Instant shocked silence filled the chamber. As the elevator thunked to a halt, a footman had the door open so fast one might suspect him of possessing superhuman strength.

Hippolyta stepped to the threshold of the chamber and swung about, skirts whirling, to glare at Oberhufter. The elevator door slid across to collide with her, but she did not move even so much as an inch. Devon was only aware of this at the periphery of his attention, however, for he could not seem to look away from Beth. Nor, apparently, could she break whatever force kept them locked together.

“When I am once again Birder of the Year,” Hippolyta intoned, “I shall have your name stricken from the ranks of the Ornithological Society, Oberhufter!”

The door withdrew slightly, then banged into her again.

“When I am Birder of the Year,” Oberhufter shouted, “I shall have you banned from ever picking up a birdcage again, Quirm!”

Devon blinked. A ripple went through Beth’s expression in response.

“Heinously gormless faradiddling cockalorum!” Hippolyta roared with a tour de force of English eloquence, while the door tried in vain to force her out of its path.

“Gehirnverweigerer!”Oberhufter’s voice made the servants cower.

“Ahem.”

Devon turned his head, as did everyone else, to see a dark-suited man in a bowler hat standing in the hotel lobby, holding a briefcase and folded newspaper, politely blank-faced behind his mustache as he awaited his turn to use the elevator.

Mrs. Quirm harrumphed, and whirling, she stormed off.

“Good afternoon, gentlemen,” Beth said politely, and followed.

Devon flinched at the sudden loss. He reached out unthinkingly to stop her, or even just to touch her one more time—

But she was gone.

“Bäh,”Oberhufter said as the ladies’ footmen hastened to exit with their luggage trolley. “The sooner I am Birder of the Year and get to gloat over that woman’s tears of defeat, the better.” He clapped his hands. “Another sandwich! Now! More cheese this time!”

“Aaargh!”cried Elvira Fotheringham as her sister pounded her head against the floor.

Devon sighed. Another lapwing feather drifted past, scenting the air with vanilla, blood, and wicked magic. Watching it, he had a sudden premonition that this was going to be a long summer indeed.

Chapter Five

Integrity is the hallmark of the master ornithologist, trust me on this.

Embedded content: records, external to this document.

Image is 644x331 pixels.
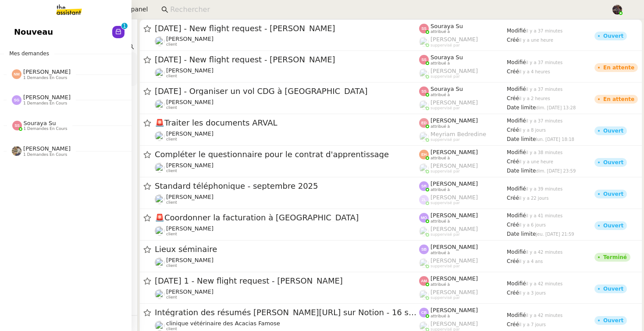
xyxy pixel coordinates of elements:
[507,149,526,155] span: Modifié
[419,244,507,255] app-user-label: attribué à
[604,128,624,133] div: Ouvert
[431,194,478,201] span: [PERSON_NAME]
[166,130,214,137] span: [PERSON_NAME]
[24,120,56,126] span: Souraya Su
[166,137,177,141] span: client
[519,69,551,74] span: il y a 4 heures
[23,68,71,75] span: [PERSON_NAME]
[12,69,22,79] img: svg
[519,128,546,132] span: il y a 8 jours
[24,126,68,131] span: 1 demandes en cours
[604,318,624,323] div: Ouvert
[431,29,450,34] span: attribué à
[431,180,478,187] span: [PERSON_NAME]
[431,162,478,169] span: [PERSON_NAME]
[166,42,177,47] span: client
[419,86,429,96] img: svg
[419,289,507,300] app-user-label: suppervisé par
[431,156,450,161] span: attribué à
[431,106,460,111] span: suppervisé par
[419,194,507,205] app-user-label: suppervisé par
[419,275,507,287] app-user-label: attribué à
[155,99,419,110] app-user-detailed-label: client
[23,152,67,157] span: 1 demandes en cours
[507,312,526,318] span: Modifié
[507,249,526,255] span: Modifié
[431,117,478,124] span: [PERSON_NAME]
[431,225,478,232] span: [PERSON_NAME]
[431,36,478,42] span: [PERSON_NAME]
[155,151,419,158] span: Compléter le questionnaire pour le contrat d'apprentissage
[166,194,214,200] span: [PERSON_NAME]
[507,127,519,133] span: Créé
[155,56,419,64] span: [DATE] - New flight request - [PERSON_NAME]
[419,131,507,142] app-user-label: suppervisé par
[155,67,419,78] app-user-detailed-label: client
[155,36,165,46] img: users%2FC9SBsJ0duuaSgpQFj5LgoEX8n0o2%2Favatar%2Fec9d51b8-9413-4189-adfb-7be4d8c96a3c
[431,275,478,281] span: [PERSON_NAME]
[507,59,526,65] span: Modifié
[155,25,419,32] span: [DATE] - New flight request - [PERSON_NAME]
[431,131,486,137] span: Meyriam Bedredine
[604,160,624,165] div: Ouvert
[431,23,463,29] span: Souraya Su
[419,321,429,331] img: users%2FoFdbodQ3TgNoWt9kP3GXAs5oaCq1%2Favatar%2Fprofile-pic.png
[431,85,463,92] span: Souraya Su
[419,257,507,268] app-user-label: suppervisé par
[166,200,177,205] span: client
[431,307,478,313] span: [PERSON_NAME]
[23,101,67,106] span: 1 demandes en cours
[507,195,519,201] span: Créé
[526,250,563,255] span: il y a 42 minutes
[613,5,622,15] img: 2af2e8ed-4e7a-4339-b054-92d163d57814
[507,136,536,142] span: Date limite
[419,99,507,111] app-user-label: suppervisé par
[431,314,450,318] span: attribué à
[166,288,214,295] span: [PERSON_NAME]
[431,232,460,237] span: suppervisé par
[507,95,519,102] span: Créé
[431,289,478,295] span: [PERSON_NAME]
[431,169,460,174] span: suppervisé par
[431,92,450,98] span: attribué à
[166,168,177,173] span: client
[419,225,507,237] app-user-label: suppervisé par
[166,67,214,74] span: [PERSON_NAME]
[604,65,634,70] div: En attente
[431,282,450,287] span: attribué à
[431,54,463,61] span: Souraya Su
[14,25,53,38] span: Nouveau
[166,320,280,326] span: clinique vétérinaire des Acacias Famose
[166,295,177,300] span: client
[431,124,450,129] span: attribué à
[419,245,429,254] img: svg
[23,94,71,101] span: [PERSON_NAME]
[419,181,429,191] img: svg
[155,100,165,109] img: users%2FC9SBsJ0duuaSgpQFj5LgoEX8n0o2%2Favatar%2Fec9d51b8-9413-4189-adfb-7be4d8c96a3c
[507,290,519,296] span: Créé
[507,68,519,75] span: Créé
[419,68,429,78] img: users%2FoFdbodQ3TgNoWt9kP3GXAs5oaCq1%2Favatar%2Fprofile-pic.png
[526,87,563,91] span: il y a 37 minutes
[604,255,627,260] div: Terminé
[419,36,507,48] app-user-label: suppervisé par
[155,182,419,190] span: Standard téléphonique - septembre 2025
[155,214,419,221] span: Coordonner la facturation à [GEOGRAPHIC_DATA]
[526,213,563,218] span: il y a 41 minutes
[121,23,128,29] nz-badge-sup: 1
[166,263,177,268] span: client
[431,187,450,192] span: attribué à
[507,118,526,124] span: Modifié
[507,168,536,174] span: Date limite
[519,96,551,101] span: il y a 2 heures
[507,321,519,327] span: Créé
[155,226,165,235] img: users%2FfjlNmCTkLiVoA3HQjY3GA5JXGxb2%2Favatar%2Fstarofservice_97480retdsc0392.png
[431,149,478,155] span: [PERSON_NAME]
[155,87,419,95] span: [DATE] - Organiser un vol CDG à [GEOGRAPHIC_DATA]
[519,38,554,42] span: il y a une heure
[519,322,546,327] span: il y a 7 jours
[155,308,419,316] span: Intégration des résumés [PERSON_NAME][URL] sur Notion - 16 septembre 2025
[507,28,526,34] span: Modifié
[536,105,576,110] span: dim. [DATE] 13:28
[419,68,507,79] app-user-label: suppervisé par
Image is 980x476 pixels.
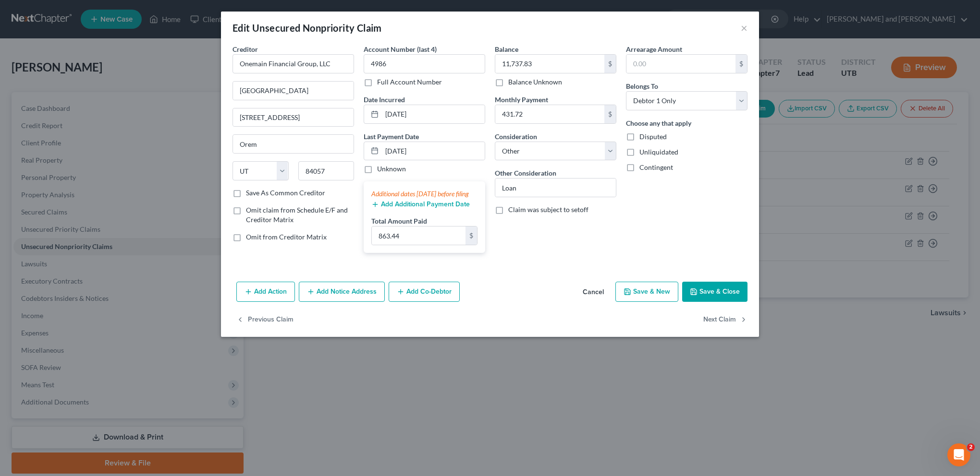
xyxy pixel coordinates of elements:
label: Balance Unknown [509,77,562,87]
input: Enter address... [233,82,353,99]
span: 2 [967,444,974,452]
span: Claim was subject to setoff [509,206,589,214]
label: Date Incurred [364,95,405,104]
input: 0.00 [495,55,604,73]
input: MM/DD/YYYY [382,142,485,160]
label: Other Consideration [495,168,556,178]
div: $ [735,55,747,73]
button: Cancel [575,283,611,302]
button: Save & New [615,282,678,302]
label: Monthly Payment [495,95,548,104]
input: Enter city... [233,135,353,153]
label: Total Amount Paid [371,216,427,226]
div: Additional dates [DATE] before filing [371,189,477,199]
span: Disputed [639,133,667,140]
button: × [741,22,748,33]
label: Last Payment Date [364,132,419,141]
label: Full Account Number [377,77,442,87]
button: Next Claim [703,309,748,330]
input: MM/DD/YYYY [382,105,485,123]
span: Omit from Creditor Matrix [246,233,327,241]
span: Creditor [232,45,258,54]
label: Balance [495,44,518,55]
button: Add Additional Payment Date [371,201,470,209]
input: Specify... [495,178,616,197]
button: Add Action [236,282,295,302]
label: Choose any that apply [626,118,691,128]
button: Previous Claim [236,309,294,330]
input: XXXX [364,55,485,73]
iframe: Intercom live chat [947,444,970,466]
input: Enter zip... [299,161,354,180]
button: Add Co-Debtor [388,282,460,302]
button: Add Notice Address [299,282,385,302]
div: Edit Unsecured Nonpriority Claim [232,21,382,34]
span: Unliquidated [639,148,678,156]
div: $ [466,226,477,245]
label: Arrearage Amount [626,44,682,55]
input: Apt, Suite, etc... [233,108,353,127]
span: Belongs To [626,82,658,91]
div: $ [604,55,616,73]
label: Consideration [495,132,537,141]
input: 0.00 [627,55,735,73]
input: 0.00 [372,226,466,245]
button: Save & Close [682,282,748,302]
input: 0.00 [495,105,604,123]
span: Omit claim from Schedule E/F and Creditor Matrix [246,206,347,223]
label: Save As Common Creditor [246,188,325,198]
input: Search creditor by name... [232,55,354,73]
div: $ [604,105,616,123]
label: Unknown [377,164,406,174]
span: Contingent [639,163,673,172]
label: Account Number (last 4) [364,44,436,55]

Birds Through a Sherry Glass, H.A. Quirm

The train arrivedat Calais after midnight. Gas lamps lit the station, but the sea beyond was dark and still, and dampness made the air feel tired. A ferry waited to carry the train passengers on to Dover in England, and a veritable scrum had formed as everyone made the transfer. Beth clutched her satchel for comfort as she trudged along the dock, the noise and jostling of the crowd making her feel twitchier than a white-eyed hurricane sparrow. The day had been far too long, with far too many people in it (not to mention a deadly lapwing), and she wished she could hang back until everyone else had boarded the ferry. But it was going to be a matter of first on, best seated, and no one cared more about seating arrangements than birders. Should Hippolyta find herself farther from the exit than Mrs. Huang of the Chinese Avian Tracking Society, someone was liable to end up overboard.

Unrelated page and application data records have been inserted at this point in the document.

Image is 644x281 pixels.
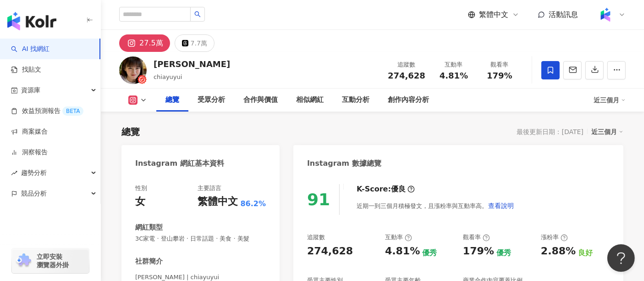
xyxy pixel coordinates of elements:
span: 86.2% [240,199,266,209]
img: KOL Avatar [119,56,147,84]
div: 良好 [578,248,593,258]
div: 優秀 [497,248,511,258]
div: 合作與價值 [243,95,278,106]
span: 查看說明 [488,202,514,209]
div: 4.81% [385,244,420,259]
div: K-Score : [356,184,415,194]
div: 7.7萬 [190,37,207,50]
img: chrome extension [15,254,33,268]
div: 互動率 [437,60,471,69]
div: 優秀 [422,248,437,258]
span: 活動訊息 [548,10,578,19]
div: 2.88% [541,244,576,259]
div: 優良 [391,184,406,194]
div: Instagram 網紅基本資料 [135,159,224,168]
div: 主要語言 [198,184,222,192]
span: 資源庫 [21,80,40,101]
div: 性別 [135,184,147,192]
div: Instagram 數據總覽 [307,159,381,168]
span: 競品分析 [21,183,47,204]
div: 近三個月 [591,126,623,138]
div: 追蹤數 [388,60,425,69]
div: 網紅類型 [135,223,163,232]
span: rise [11,170,17,176]
div: 追蹤數 [307,233,325,242]
span: 179% [487,71,512,80]
iframe: Help Scout Beacon - Open [607,244,635,272]
div: 相似網紅 [296,95,324,106]
span: 趨勢分析 [21,162,47,183]
div: 91 [307,190,330,209]
span: 4.81% [439,71,468,80]
div: 最後更新日期：[DATE] [517,128,583,136]
img: logo [7,12,56,30]
div: 179% [463,244,494,259]
button: 查看說明 [488,196,514,215]
div: 女 [135,195,145,209]
span: 274,628 [388,71,425,80]
a: chrome extension立即安裝 瀏覽器外掛 [12,248,89,273]
span: chiayuyui [153,73,182,80]
a: 找貼文 [11,65,41,74]
div: 受眾分析 [198,95,225,106]
div: 互動分析 [342,95,369,106]
img: Kolr%20app%20icon%20%281%29.png [597,6,614,24]
div: 漲粉率 [541,233,568,242]
div: [PERSON_NAME] [153,58,230,70]
a: 效益預測報告BETA [11,107,84,116]
div: 社群簡介 [135,256,163,266]
a: searchAI 找網紅 [11,44,50,54]
div: 觀看率 [482,60,517,69]
span: 立即安裝 瀏覽器外掛 [37,253,69,269]
div: 近三個月 [594,93,625,108]
span: search [194,11,201,17]
button: 7.7萬 [175,34,214,52]
a: 洞察報告 [11,148,47,157]
div: 274,628 [307,244,353,259]
div: 總覽 [165,95,179,106]
button: 27.5萬 [119,34,170,52]
div: 互動率 [385,233,412,242]
div: 總覽 [122,125,140,138]
div: 27.5萬 [139,37,163,50]
div: 繁體中文 [198,195,238,209]
a: 商案媒合 [11,127,47,136]
div: 創作內容分析 [388,95,429,106]
div: 觀看率 [463,233,490,242]
span: 繁體中文 [479,10,508,20]
div: 近期一到三個月積極發文，且漲粉率與互動率高。 [356,196,514,215]
span: 3C家電 · 登山攀岩 · 日常話題 · 美食 · 美髮 [135,235,266,243]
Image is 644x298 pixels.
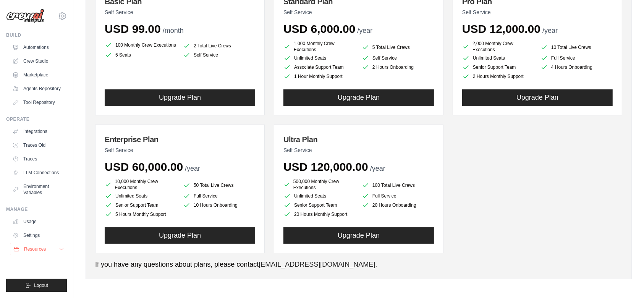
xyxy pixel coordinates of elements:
[105,51,177,59] li: 5 Seats
[9,41,67,53] a: Automations
[105,227,255,244] button: Upgrade Plan
[95,259,622,270] p: If you have any questions about plans, please contact .
[284,178,356,191] li: 500,000 Monthly Crew Executions
[6,32,67,38] div: Build
[105,210,177,218] li: 5 Hours Monthly Support
[9,69,67,81] a: Marketplace
[357,27,372,34] span: /year
[362,193,434,200] li: Full Service
[105,160,183,173] span: USD 60,000.00
[541,42,613,53] li: 10 Total Live Crews
[259,260,375,269] a: [EMAIL_ADDRESS][DOMAIN_NAME]
[284,134,434,145] h3: Ultra Plan
[9,83,67,95] a: Agents Repository
[6,116,67,122] div: Operate
[362,54,434,62] li: Self Service
[284,227,434,244] button: Upgrade Plan
[9,181,67,199] a: Environment Variables
[183,202,255,209] li: 10 Hours Onboarding
[462,54,535,62] li: Unlimited Seats
[462,73,535,80] li: 2 Hours Monthly Support
[284,41,356,53] li: 1,000 Monthly Crew Executions
[462,8,613,16] p: Self Service
[462,22,541,35] span: USD 12,000.00
[183,42,255,49] li: 2 Total Live Crews
[10,243,67,256] button: Resources
[9,153,67,165] a: Traces
[9,55,67,67] a: Crew Studio
[362,64,434,71] li: 2 Hours Onboarding
[105,90,255,106] button: Upgrade Plan
[362,202,434,209] li: 20 Hours Onboarding
[105,22,161,35] span: USD 99.00
[284,146,434,154] p: Self Service
[370,165,385,172] span: /year
[6,207,67,213] div: Manage
[541,64,613,71] li: 4 Hours Onboarding
[6,279,67,292] button: Logout
[462,41,535,53] li: 2,000 Monthly Crew Executions
[9,216,67,228] a: Usage
[284,54,356,62] li: Unlimited Seats
[284,64,356,71] li: Associate Support Team
[362,42,434,53] li: 5 Total Live Crews
[462,90,613,106] button: Upgrade Plan
[185,165,200,172] span: /year
[183,51,255,59] li: Self Service
[24,246,46,252] span: Resources
[34,283,48,289] span: Logout
[284,73,356,80] li: 1 Hour Monthly Support
[105,41,177,49] li: 100 Monthly Crew Executions
[362,180,434,191] li: 100 Total Live Crews
[542,27,558,34] span: /year
[284,160,368,173] span: USD 120,000.00
[105,134,255,145] h3: Enterprise Plan
[284,8,434,16] p: Self Service
[183,193,255,200] li: Full Service
[105,146,255,154] p: Self Service
[105,8,255,16] p: Self Service
[105,178,177,191] li: 10,000 Monthly Crew Executions
[183,180,255,191] li: 50 Total Live Crews
[105,202,177,209] li: Senior Support Team
[284,202,356,209] li: Senior Support Team
[541,54,613,62] li: Full Service
[9,229,67,241] a: Settings
[9,139,67,151] a: Traces Old
[105,193,177,200] li: Unlimited Seats
[6,9,45,23] img: Logo
[284,193,356,200] li: Unlimited Seats
[284,90,434,106] button: Upgrade Plan
[284,210,356,218] li: 20 Hours Monthly Support
[9,126,67,138] a: Integrations
[9,167,67,179] a: LLM Connections
[9,96,67,109] a: Tool Repository
[462,64,535,71] li: Senior Support Team
[606,262,644,298] iframe: Chat Widget
[162,27,184,34] span: /month
[284,22,355,35] span: USD 6,000.00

Excitement for the competition ran high. Señor Perez had glued yellow silk feathers to his wheelchair, Mrs. Nnadi’s hat bore a mechanical bird—at least until Miss Eliza Wolfe“accidentally” knocked it off with hernext birder of the yearflag—and Monsieur Chevrolet was for some reason outfitted in a Scottish kilt that only just covered his excellent thighs. (Beth noted several people staring at it intently, as if trying to manifest a sudden breeze.) Hippolyta, however, focused all her energy on Herr Oberhufter, some ten feet ahead. His luggage trolley was preventing her from overtaking him, and such was her frustration that she vibrated even more than an African sacred ibis in mating season.

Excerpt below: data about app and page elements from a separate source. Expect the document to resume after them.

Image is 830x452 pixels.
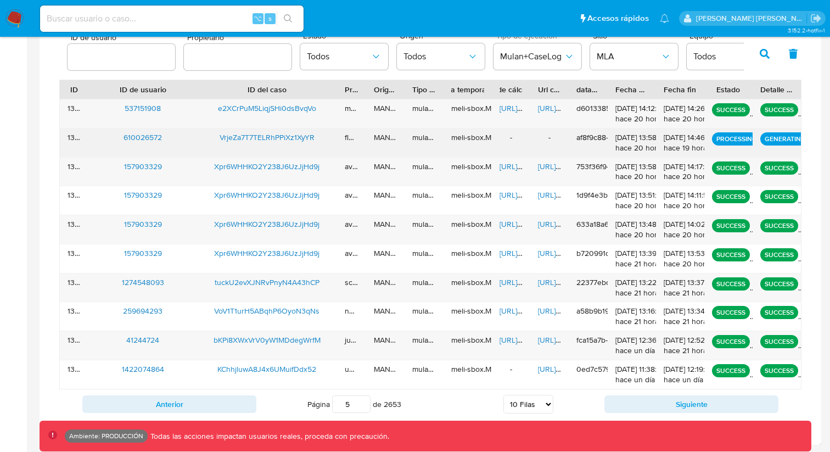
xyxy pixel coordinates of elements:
p: Todas las acciones impactan usuarios reales, proceda con precaución. [148,431,389,442]
span: 3.152.2-hotfix-1 [788,26,825,35]
span: Accesos rápidos [588,13,649,24]
p: Ambiente: PRODUCCIÓN [69,434,143,438]
a: Salir [811,13,822,24]
input: Buscar usuario o caso... [40,12,304,26]
a: Notificaciones [660,14,669,23]
span: s [269,13,272,24]
p: edwin.alonso@mercadolibre.com.co [696,13,807,24]
button: search-icon [277,11,299,26]
span: ⌥ [254,13,262,24]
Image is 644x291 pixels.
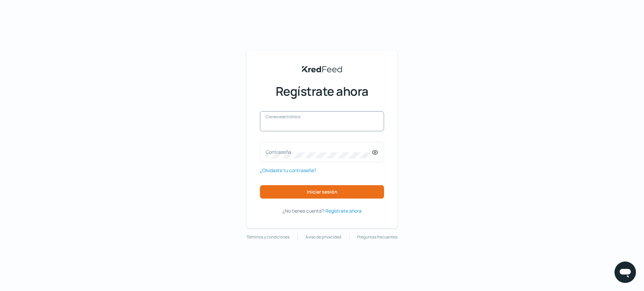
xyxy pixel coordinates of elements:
[305,234,341,240] font: Aviso de privacidad
[305,234,341,241] a: Aviso de privacidad
[260,167,316,174] font: ¿Olvidaste tu contraseña?
[357,234,397,241] a: Preguntas frecuentes
[276,83,369,100] font: Regístrate ahora
[246,234,289,240] font: Términos y condiciones
[357,234,397,240] font: Preguntas frecuentes
[325,208,361,214] font: Regístrate ahora
[282,208,324,214] font: ¿No tienes cuenta?
[325,207,361,215] a: Regístrate ahora
[260,185,384,199] button: Iniciar sesión
[246,234,289,241] a: Términos y condiciones
[260,166,316,175] a: ¿Olvidaste tu contraseña?
[265,114,300,119] font: Correo electrónico
[618,266,632,279] img: icono de chat
[265,149,291,155] font: Contraseña
[307,189,337,195] font: Iniciar sesión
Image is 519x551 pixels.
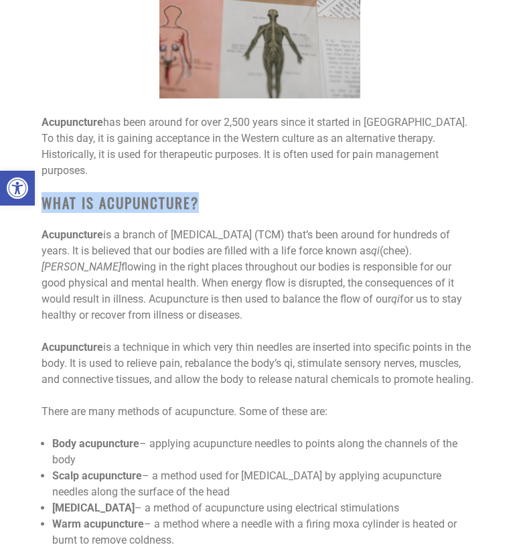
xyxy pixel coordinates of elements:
[52,469,142,482] b: Scalp acupuncture
[42,260,454,305] span: flowing in the right places throughout our bodies is responsible for our good physical and mental...
[52,517,144,530] b: Warm acupuncture
[52,437,139,450] b: Body acupuncture
[42,341,103,353] b: Acupuncture
[42,260,121,273] span: [PERSON_NAME]
[391,293,400,305] span: qi
[42,228,450,257] span: is a branch of [MEDICAL_DATA] (TCM) that’s been around for hundreds of years. It is believed that...
[380,244,412,257] span: (chee).
[52,437,457,466] span: – applying acupuncture needles to points along the channels of the body
[52,501,135,514] b: [MEDICAL_DATA]
[42,405,327,418] span: There are many methods of acupuncture. Some of these are:
[42,293,462,321] span: for us to stay healthy or recover from illness or diseases.
[42,341,473,386] span: is a technique in which very thin needles are inserted into specific points in the body. It is us...
[42,192,199,213] b: What is Acupuncture?
[371,244,380,257] span: qi
[52,517,457,546] span: – a method where a needle with a firing moxa cylinder is heated or burnt to remove coldness.
[42,116,103,129] strong: Acupuncture
[42,228,103,241] b: Acupuncture
[42,116,467,177] span: has been around for over 2,500 years since it started in [GEOGRAPHIC_DATA]. To this day, it is ga...
[135,501,399,514] span: – a method of acupuncture using electrical stimulations
[52,469,441,498] span: – a method used for [MEDICAL_DATA] by applying acupuncture needles along the surface of the head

Suddenly, the trolley met a crack in the dock’s surface and lurched to an abrupt halt. “D—!” said the footman, his curse reduced to polite punctuation by the clatter of toppling suitcases. The crowd swarmed past him. Oberhufter vanished from sight.

“Great galloping Jove!” Hippolyta exclaimed. Shoving aside two ladies wearing largeso iiosbadges, she pursued Oberhufter into the night, leaving Beth suspended in stunned astonishment.

“What a disaster!” cried the footman pushing their luggage trolley. Beth turned to give him a reassuring smile.

“Don’t worry, Samuel, we’ll just catch up with her on the ferry.”

“I mean, I can’t find Mrs. Quirm’s cosmetics purse!” The poor man was as frantic as a student who hasn’t studied for exams. “I think I must have left it on the train!”

“Oh dear,” she said. Hippolyta felt the same way about her cosmetic purse as Beth did about her satchel: like it was an extension of herself, containing the necessities of life. And while it might seem that Beth’s field journal, binoculars, and emergency supply of birdseed were more ornithologically valuable than mere toiletries, Hippolyta had once caught a poisonousgoldfinch using a hairnet and rose-scented lip rouge, so Beth was not about to scoff.

“I can’t go back for it,” Samuel said. “I need to guard the luggage.” He gave Beth a wide-eyed, imploring look.